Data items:
BEGIN
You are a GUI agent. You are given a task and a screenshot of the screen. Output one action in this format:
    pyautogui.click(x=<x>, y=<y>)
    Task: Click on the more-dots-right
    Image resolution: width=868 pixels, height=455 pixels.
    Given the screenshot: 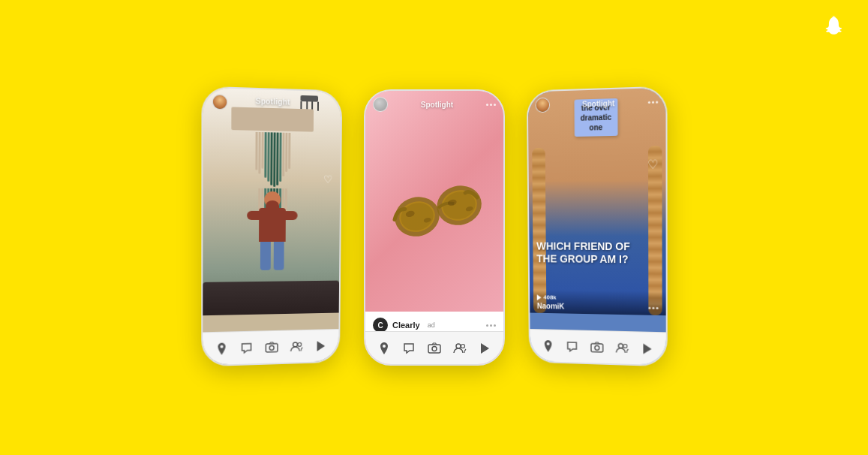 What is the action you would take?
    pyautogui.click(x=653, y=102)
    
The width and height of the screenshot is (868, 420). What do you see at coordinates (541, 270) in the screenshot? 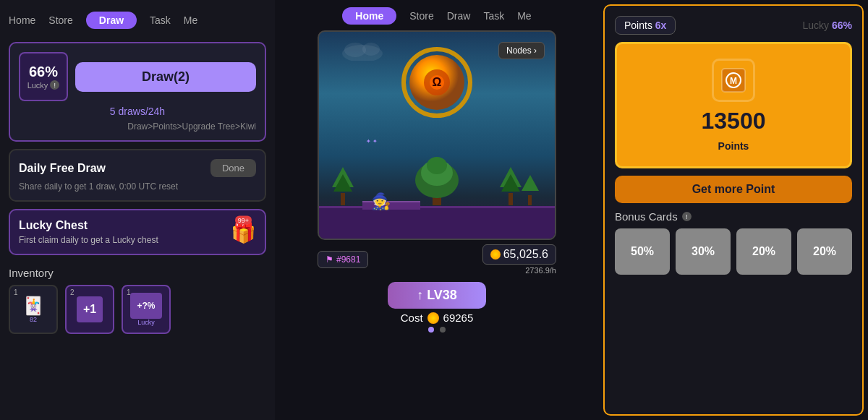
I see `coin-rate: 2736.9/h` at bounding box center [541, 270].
END
§ Problem statement: Only the lines above, from the first through the one holding "Image resolution: width=868", are to be output, and they must be copied exactly.

§ Exercise solution:
You are a GUI agent. You are given a task and a screenshot of the screen. Output one action in this format:
    pyautogui.click(x=<x>, y=<y>)
    Task: Click on the more-dots-right
    Image resolution: width=868 pixels, height=455 pixels.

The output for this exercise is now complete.